First impressions: Glasgow
Nothing in the rolling countryside of the Borders prepares you for the huge city of Glasgow, heart of Scotland, though not its capital – Edinburgh.
Traveling up from Carlisle, over the border into Scotland, one is immediately struck by how less heavily populated Scotland is, as is Wales on England’s western flanks.
Mile upon mile of rolling hills, dotted with sheep, crossed with rivers and dammed into hydro-electric schemes, the borders of Scotland are beautiful – not as majestic as the Highlands – less austere, more cultivated, but with a charm that all rural areas in the British Isles possess.
Rushing headlong through the town of Motherwell, with its defunct steel works – the slogan ‘Save Scottish steel!’ surviving the weather, and reminding passers by of what has long gone, the train starts what is almost like a descent in an aircraft, slowing through the urban towns on the fringes of Scotland’s biggest and busiest city.
As we near Glasgow Central, the spires and towers, and the monoliths of Victorian wealth come into view. Here though, the stonework is different – a sandstone with a reddish hue in building after building, proclaiming the city’s importance and the origins of its wealth – shipbuilding, heavy engineering, and imports and exports to and from an Empire that once fed this teeming city and its people.
Of course, today, having the preoccupation of my visit to inhibit my wish to look round, that and my day return ticket to speed me round before final whistle sounding the exit of the last train for the south, I have to make do with fleeting glances down streets and along the Clyde.

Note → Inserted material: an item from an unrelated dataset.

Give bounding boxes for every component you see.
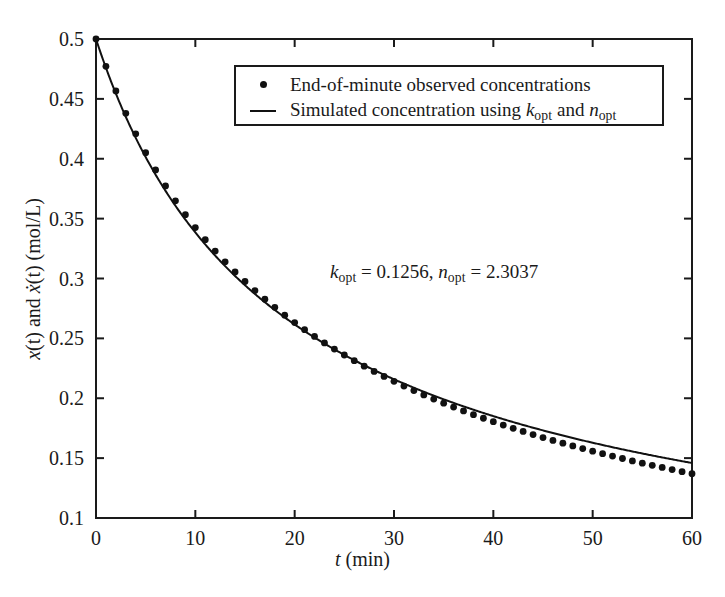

George Square flashes past, its twelve statues beckoning me to alight from my taxi and read their names – Queen Victoria, Prince Albert, and then James Watt, Sir Walter Scott and Robert Burns standing much lower, as though the Waverley novels were piled under Scott to elevate him above Burns and Tam o’ Shanter.
The last name I noticed as we left the square was Robert Peel (was he Scottish, I wondered), founder of ‘bobbies’ called Peelers in memory of a sometimes less than popular Prime Minister.
In Livingstone Tower, my destination, I found a statue of a sitting Dr. Livingstone; I presume, waiting for the unexpected arrival of Stanley, no doubt. I also found a welcome from the man I had come up to talk to, as well as friendly chatter about Italy’s chances in the World Cup and the like from cheerful Glaswegian taxi drivers talking almost unintelligibly to my untrained English ears, and the right amount and quality of information from security staff at gates and in offices in reception areas.
Leaving on the 4.10 to Plymouth, no less, I recalled some of the names of Glasgow’s thronged streets – Montrose Street, Dobbies Loan, Gordon Street, and of course, that most well known of all the city’s thoroughfares; Sauchiehall Street. Speeding out of the conurbations, I found myself wondering at the pronunciation of Cambuslang and Millheugh.